Forging A Contemporary Indian Identity
After leaving the army in 1959 and returning to the Seattle-Tacoma area of Washington State, he took a job at Boeing and remained in the Army Reserve. He soon changed his name to "Bernie Whitebear" and renewed his friendship with Satiacum and others who were fighting for native fishing rights on the Puyallup River and elsewhere in Western Washington, a fight that they would eventually win when the 1974 Boldt Decision made the Washington's tribes co-managers of the state's fisheries.
The fishing rights struggle gave Whitebear a much stronger sense of conflicts between Indians and the white population than he had had growing up around Okanogan. During this period, the struggle over the rights to fish for salmon occasionally reached the level of physical violence. Satiacum was prominent among those who continually upped the ante, deliberately netting fish in places where he knew it would provoke anger from sports fishermen. According to his brother and biographer Lawney Reyes, Whitebear, Satiacum, and a few other of their friends "spent a lot of time together partying and drinking" and styled themselves as a "fraternal organization" called the "Skins", with three Tacoma taverns as their "lodges". "When the Skins gathered," Reyes wrote, "others gave them a wide berth." In Reyes's brother's view, through this period, Whitebear was "learning much about the problems of urban Indians" and developing an anger that he would soon put to constructive use.

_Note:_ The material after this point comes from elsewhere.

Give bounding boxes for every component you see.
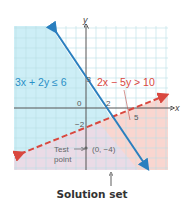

Through the early 1960s, he began searching for a way to change the dominant American culture's perception of Indians, and to support the recovery and retention of culture that was becoming lost as Indians were losing their specific tribal knowledge and traditions.
In the summer of 1961, along with his various family members, he was among those who successfully opposed a federal government proposal to "terminate" the Colville Reservation by paying US$60,000 to each tribal member to relinquish their rights as American Indians.